Dutch company to soon undertake ocean floor mapping

David Patterson
David Patterson

Dutch multinational geotechnical and geoscience company Fugro, will soon begin mapping of the ocean floor, even as government forges ahead with plans to bring natural gas from ExxonMobil’s offshore operations, onshore by 2022.

“It is all on train and at the moment some seismic mapping of the ocean floor is being done,” Minister of Public Infrastructure David Patterson told Sunday Stabroek.

A timeframe for the work to be done was not given but Patterson was upbeat that the project is going as planned.

This newspaper understands that Fugro will be carrying out the works in association with its local partner, Ground Structures Engineering.

It was explained that the ocean floor mapping was necessary since it will give needed insight into “what is required topographically for the natural gas project.” 

“Think of it as the same as building a house. You would want to know the type of soil so you can plan your foundation and all those things. The ocean floor is not level and out there we don’t know anything about it. You would want to know the contour; what is the topography and that sort of thing,” a source close to the process explained.

In July of this year, ExxonMobil’s Country Representative Rod Henson said that while the company believes it would be more financially beneficial to Guyana if all the natural gas was used for well injection purposes offshore, government has been in discussions with the company to have some of the gas brought onshore for domestic use.

Given Guyana’s “unique” case where the cost of electricity from its current use of fossil fuels is “very high,” Henson noted, the company is working with government to bring a cleaner and cheaper alternative for this country’s domestic use. The amounts required, he said, would be around 30 to 35 million cubic feet of natural gas.

As a result, he explained that discussions are ongoing towards this cause and if an agreement is reached soon, Guyana could see natural gas being used in its energy mix by 2022.  Pumping of oil from the Liza-1 well is expected to begin in 2020.

“I think our current view is if we can do it in a timely fashion, get the Environmental Impact Assessment and what’s not, we are likely looking at 2022, 2023 timeframe, plus or minus,” he told the Parliamentary Sectoral Committee on Natural Resources.

His views were echoed by Patterson, who told this newspaper that even as the negotiations continue, government was preparing for the cleaner and cheaper alternative to heavy fuels, while it simultaneously puts mechanisms in place to one day convert to renewable energy sources.

Only recently, Head of the Department of Energy Dr. Mark Bynoe, said that government was conducting a gas to power feasibility analysis as it forms a holistic plan for this country’s energy needs.

“We are also conducting a gas to power feasibility analysis, to not only determine where the gas pipelines should be landed but to also…place it within the context of a much broader industrial park as well as pushing  a strategic framework for the evolution of our country’s development,” Bynoe stated.

Having already identified Woodlands, Mahaica, East Coast Demerara as the location where the pipes will land, government has catered for part of a World Bank US$20 million loan to be used to research transporting natural gas onshore for local energy needs.

“We have had desktop studies, but we now have to go further and actually work out the actual generation aspects onshore; what equipment for GPL (Guyana Power and Light) for example…there is a lot of work to get done. We have done an identification of the location, which is at Woodlands on the East Coast of Demerara but the work now in terms of for example, the pipeline—the width of the pipeline, say if 12 inches as opposed to 14 inches? Where will it land? Which company is going to take it there? Is it General Electric? Is it Wartsila? Is it GPL by itself?  These are decisions that have to be made and they can’t be made in a vacuum, so we need an in-depth study,” Minister of Natural Resources Raphael Trotman told reporters after meeting with World Bank Representatives in May of this year.

One of the “desktop studies” referred to by Trotman was undertaken last year by Mexican energy analysis company Energy Narrative at a cost of US$70,000.

Patterson said that the studies had confirmed it was feasible to bring the gas onshore and that it would work out to about US 10 cents per megawatt hour.

“It has been confirmed that it is feasible. It has been confirmed that it will be an absolute benefit to the country, it has been confirmed, and I can say this, I will go out on a limb and say—the numbers are all sub US 10 cents per megawatt hour,” Patterson told attendees at a GPL event last April.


Requirement
Return the opening lines of the material, word for word. End with the line that contains "The image size is (1049, 528).".

:: Provided data ::

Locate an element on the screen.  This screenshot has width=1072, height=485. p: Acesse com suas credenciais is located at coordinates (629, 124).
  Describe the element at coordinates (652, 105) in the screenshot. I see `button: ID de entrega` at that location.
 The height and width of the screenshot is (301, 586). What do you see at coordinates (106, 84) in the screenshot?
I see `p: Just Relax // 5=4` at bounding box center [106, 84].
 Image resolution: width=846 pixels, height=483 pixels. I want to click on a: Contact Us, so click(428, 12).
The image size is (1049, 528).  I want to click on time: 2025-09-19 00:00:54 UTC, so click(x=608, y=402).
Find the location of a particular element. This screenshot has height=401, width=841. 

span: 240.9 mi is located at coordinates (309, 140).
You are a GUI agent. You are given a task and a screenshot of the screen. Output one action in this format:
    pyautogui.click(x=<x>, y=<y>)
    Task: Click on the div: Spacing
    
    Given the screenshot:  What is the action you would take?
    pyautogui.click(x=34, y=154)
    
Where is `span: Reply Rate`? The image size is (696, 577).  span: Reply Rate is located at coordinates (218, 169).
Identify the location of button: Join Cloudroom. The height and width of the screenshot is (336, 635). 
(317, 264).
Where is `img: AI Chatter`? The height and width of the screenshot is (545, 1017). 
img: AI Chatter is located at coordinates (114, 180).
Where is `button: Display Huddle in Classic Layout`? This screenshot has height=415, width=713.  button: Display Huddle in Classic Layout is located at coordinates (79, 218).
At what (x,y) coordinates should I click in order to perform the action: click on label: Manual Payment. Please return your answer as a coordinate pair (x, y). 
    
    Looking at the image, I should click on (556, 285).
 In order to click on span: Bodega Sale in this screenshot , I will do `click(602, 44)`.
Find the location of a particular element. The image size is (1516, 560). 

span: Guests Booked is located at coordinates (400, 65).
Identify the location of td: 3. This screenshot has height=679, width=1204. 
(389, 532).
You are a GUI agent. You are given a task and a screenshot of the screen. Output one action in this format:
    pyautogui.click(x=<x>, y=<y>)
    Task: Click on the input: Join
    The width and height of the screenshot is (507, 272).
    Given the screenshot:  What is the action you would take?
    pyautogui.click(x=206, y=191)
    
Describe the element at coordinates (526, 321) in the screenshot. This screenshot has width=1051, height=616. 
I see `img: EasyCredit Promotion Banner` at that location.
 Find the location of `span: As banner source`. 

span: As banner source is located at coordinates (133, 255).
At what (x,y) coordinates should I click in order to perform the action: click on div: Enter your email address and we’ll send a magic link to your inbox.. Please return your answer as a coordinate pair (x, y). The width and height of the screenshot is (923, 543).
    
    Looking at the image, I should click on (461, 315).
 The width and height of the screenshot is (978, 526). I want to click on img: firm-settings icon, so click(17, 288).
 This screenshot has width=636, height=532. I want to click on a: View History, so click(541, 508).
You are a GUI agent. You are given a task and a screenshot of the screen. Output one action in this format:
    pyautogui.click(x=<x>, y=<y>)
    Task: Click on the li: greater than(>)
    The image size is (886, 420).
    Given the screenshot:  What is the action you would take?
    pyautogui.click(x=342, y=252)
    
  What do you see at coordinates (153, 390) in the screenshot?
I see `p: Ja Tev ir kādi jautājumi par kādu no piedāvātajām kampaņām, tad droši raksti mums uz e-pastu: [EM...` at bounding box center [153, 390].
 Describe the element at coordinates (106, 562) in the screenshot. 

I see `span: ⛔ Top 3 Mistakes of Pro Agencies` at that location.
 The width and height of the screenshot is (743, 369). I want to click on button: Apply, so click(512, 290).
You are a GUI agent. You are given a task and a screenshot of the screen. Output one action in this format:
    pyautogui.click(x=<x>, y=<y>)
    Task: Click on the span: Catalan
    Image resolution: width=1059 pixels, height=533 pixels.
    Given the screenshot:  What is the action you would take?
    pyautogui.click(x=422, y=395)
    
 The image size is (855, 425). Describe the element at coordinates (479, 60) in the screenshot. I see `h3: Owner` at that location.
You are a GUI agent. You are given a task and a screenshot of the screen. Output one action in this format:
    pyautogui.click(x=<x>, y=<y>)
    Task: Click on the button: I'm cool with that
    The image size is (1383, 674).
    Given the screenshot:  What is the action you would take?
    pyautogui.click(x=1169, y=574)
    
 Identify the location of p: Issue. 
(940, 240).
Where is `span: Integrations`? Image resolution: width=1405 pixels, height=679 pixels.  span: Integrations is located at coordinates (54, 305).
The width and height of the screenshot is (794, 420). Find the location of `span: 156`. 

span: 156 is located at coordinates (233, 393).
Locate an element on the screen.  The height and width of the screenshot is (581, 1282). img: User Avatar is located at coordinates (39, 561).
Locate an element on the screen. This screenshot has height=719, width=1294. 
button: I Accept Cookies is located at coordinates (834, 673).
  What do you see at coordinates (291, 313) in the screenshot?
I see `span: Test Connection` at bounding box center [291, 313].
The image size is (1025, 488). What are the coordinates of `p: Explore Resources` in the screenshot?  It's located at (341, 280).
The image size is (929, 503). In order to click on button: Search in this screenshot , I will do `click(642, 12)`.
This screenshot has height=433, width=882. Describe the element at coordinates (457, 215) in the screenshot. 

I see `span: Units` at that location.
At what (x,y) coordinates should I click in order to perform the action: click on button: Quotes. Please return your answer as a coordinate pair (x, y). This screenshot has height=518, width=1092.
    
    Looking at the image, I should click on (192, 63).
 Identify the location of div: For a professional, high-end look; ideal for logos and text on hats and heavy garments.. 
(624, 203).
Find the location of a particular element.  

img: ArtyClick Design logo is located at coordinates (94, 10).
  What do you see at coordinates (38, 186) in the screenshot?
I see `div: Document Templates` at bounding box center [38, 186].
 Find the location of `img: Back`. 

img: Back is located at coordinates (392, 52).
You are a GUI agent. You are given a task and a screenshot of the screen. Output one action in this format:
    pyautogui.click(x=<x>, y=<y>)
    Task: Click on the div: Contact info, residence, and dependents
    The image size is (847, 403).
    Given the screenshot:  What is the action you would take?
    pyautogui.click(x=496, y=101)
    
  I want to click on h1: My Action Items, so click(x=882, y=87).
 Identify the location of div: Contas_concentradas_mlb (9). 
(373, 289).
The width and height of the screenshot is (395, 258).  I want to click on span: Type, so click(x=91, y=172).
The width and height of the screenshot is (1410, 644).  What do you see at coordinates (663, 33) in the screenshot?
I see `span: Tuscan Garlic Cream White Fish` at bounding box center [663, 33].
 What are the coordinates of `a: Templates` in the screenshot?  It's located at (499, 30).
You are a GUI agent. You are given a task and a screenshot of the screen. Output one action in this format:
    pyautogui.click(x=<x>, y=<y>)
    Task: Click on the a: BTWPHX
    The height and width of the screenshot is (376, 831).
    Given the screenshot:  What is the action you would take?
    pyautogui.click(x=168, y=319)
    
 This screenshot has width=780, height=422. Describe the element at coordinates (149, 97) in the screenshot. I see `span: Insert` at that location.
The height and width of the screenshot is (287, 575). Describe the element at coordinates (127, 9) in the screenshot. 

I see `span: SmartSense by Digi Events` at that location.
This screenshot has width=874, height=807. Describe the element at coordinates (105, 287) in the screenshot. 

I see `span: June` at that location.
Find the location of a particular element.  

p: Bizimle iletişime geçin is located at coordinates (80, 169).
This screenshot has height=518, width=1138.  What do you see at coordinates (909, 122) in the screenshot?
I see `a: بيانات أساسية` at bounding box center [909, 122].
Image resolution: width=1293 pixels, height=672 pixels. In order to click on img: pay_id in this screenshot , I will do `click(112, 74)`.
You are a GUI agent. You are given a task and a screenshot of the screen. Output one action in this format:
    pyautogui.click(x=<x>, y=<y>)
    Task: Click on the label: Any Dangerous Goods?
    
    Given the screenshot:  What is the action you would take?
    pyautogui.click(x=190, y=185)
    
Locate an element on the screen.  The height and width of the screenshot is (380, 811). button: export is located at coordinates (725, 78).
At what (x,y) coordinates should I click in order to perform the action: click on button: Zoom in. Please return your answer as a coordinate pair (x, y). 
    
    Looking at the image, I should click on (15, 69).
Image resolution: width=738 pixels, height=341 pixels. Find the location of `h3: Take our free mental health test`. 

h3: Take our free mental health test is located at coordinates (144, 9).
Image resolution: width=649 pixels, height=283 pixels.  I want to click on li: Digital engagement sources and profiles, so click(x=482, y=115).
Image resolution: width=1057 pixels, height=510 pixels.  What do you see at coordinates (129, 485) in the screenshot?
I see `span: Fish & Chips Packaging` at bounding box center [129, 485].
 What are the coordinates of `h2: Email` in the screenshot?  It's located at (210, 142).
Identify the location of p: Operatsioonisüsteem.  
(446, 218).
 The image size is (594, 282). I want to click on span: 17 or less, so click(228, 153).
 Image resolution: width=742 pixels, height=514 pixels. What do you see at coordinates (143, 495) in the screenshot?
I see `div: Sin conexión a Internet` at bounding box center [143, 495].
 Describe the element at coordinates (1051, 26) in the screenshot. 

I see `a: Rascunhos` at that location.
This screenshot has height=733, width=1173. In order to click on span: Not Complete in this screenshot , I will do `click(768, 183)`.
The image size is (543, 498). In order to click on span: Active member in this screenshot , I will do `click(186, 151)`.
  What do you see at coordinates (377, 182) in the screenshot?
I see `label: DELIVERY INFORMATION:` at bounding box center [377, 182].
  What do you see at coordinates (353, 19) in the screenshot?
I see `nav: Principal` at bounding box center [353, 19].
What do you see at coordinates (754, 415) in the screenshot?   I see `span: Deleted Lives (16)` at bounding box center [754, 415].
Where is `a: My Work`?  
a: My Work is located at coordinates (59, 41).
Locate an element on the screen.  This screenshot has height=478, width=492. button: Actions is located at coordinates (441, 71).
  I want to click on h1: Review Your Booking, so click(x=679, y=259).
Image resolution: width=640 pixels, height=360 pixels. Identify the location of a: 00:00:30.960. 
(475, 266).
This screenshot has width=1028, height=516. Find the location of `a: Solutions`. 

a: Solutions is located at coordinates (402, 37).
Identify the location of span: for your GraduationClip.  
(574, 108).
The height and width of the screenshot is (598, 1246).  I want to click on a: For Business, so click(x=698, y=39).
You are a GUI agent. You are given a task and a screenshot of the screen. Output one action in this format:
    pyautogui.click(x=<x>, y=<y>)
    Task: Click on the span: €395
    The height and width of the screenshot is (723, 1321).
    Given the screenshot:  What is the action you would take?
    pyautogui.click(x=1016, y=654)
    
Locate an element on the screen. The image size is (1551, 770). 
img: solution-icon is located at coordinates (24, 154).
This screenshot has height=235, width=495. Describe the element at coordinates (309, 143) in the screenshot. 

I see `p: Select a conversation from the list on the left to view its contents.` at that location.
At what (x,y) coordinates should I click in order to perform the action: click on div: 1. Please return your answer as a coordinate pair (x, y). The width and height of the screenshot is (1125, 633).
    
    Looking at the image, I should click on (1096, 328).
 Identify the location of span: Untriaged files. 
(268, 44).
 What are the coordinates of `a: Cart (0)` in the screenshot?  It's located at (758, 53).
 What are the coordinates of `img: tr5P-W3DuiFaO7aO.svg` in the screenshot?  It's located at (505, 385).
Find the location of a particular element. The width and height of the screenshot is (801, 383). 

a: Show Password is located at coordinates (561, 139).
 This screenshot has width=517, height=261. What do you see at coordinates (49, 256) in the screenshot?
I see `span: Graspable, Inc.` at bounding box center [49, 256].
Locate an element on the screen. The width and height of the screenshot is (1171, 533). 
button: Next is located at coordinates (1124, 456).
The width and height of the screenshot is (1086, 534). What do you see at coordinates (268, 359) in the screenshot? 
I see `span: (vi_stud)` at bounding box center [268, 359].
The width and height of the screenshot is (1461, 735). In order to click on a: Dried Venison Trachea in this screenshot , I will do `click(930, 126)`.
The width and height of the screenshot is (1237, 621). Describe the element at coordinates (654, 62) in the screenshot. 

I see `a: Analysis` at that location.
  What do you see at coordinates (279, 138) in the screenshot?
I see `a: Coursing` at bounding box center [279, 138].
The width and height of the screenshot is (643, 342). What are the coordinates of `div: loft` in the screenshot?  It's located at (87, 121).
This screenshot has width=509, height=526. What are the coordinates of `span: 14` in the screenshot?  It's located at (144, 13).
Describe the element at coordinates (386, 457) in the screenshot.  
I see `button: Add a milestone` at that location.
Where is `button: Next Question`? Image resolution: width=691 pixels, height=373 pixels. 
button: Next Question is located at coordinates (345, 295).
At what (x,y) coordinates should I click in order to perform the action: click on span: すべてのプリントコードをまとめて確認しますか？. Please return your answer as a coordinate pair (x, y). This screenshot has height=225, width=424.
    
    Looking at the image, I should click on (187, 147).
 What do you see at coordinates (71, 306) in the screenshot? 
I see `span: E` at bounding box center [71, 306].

:::

Exercise answer
Locate an element on the screen.  This screenshot has width=1072, height=485. p: Acesse com suas credenciais is located at coordinates (629, 124).
  Describe the element at coordinates (652, 105) in the screenshot. I see `button: ID de entrega` at that location.
 The height and width of the screenshot is (301, 586). What do you see at coordinates (106, 84) in the screenshot?
I see `p: Just Relax // 5=4` at bounding box center [106, 84].
 Image resolution: width=846 pixels, height=483 pixels. I want to click on a: Contact Us, so click(428, 12).
The image size is (1049, 528).  I want to click on time: 2025-09-19 00:00:54 UTC, so click(x=608, y=402).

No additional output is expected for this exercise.